Veronica had already read the newspaper article on David Harper.

"Jason left you a note." Her mother handed Veronica a sealed envelope. Veronica opened it, trying to keep her hands from shaking.

Recognize the handwriting? he'd written. Veronica knew it as her own hand. She stuffed the note in her bag and headed upstairs, climbing two steps at a time. She unlocked her bedroom, turned on the lights. She saw her bed neatly made with its shades of blue sheets, her chest-of-drawers as normal, her walls and bookshelves all the same as when she'd left that morning. Then she saw one of her old Barbies hanging from the ceiling, a noose tightly tied around its neck. A cold breeze blew from her open window, and the doll shook in the wind.

Jason Dean's head popped up above her sill. "Sorry to come in through the window. Dreadful etiquette, I apologize."

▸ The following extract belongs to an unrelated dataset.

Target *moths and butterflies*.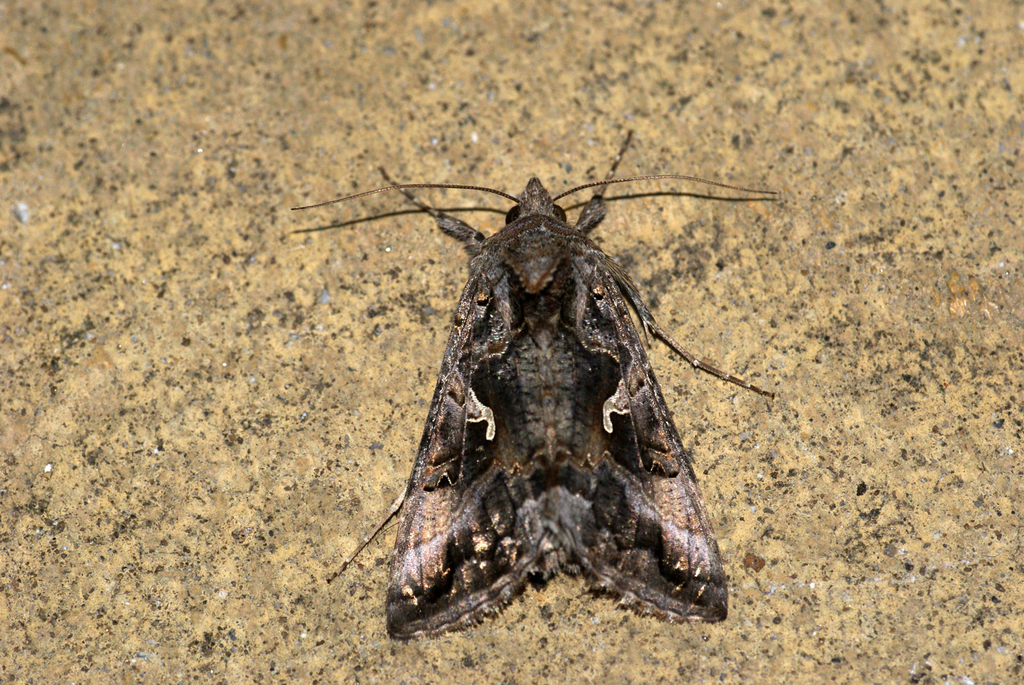
Target region: left=290, top=124, right=779, bottom=645.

She fled into the walk-in closet, slammed the door behind her, and sealed the lock from the inside with her little finger in the mechanism. She heard J.D. slowly climb in and walk toward her.

She hadn't, somehow, expected the next words out of his mouth to be, "I found your book."

Note: 'A spectacle worthy of you, as you are worthy of it' - paraphrase from Quo Vadis by Henryk Sienkiewicz.

And John Douglas, 9th Marquess of Queensberry, responsible for the Queensberry Rules of boxing and Oscar Wilde's cruel downfall, was definitely an asshole.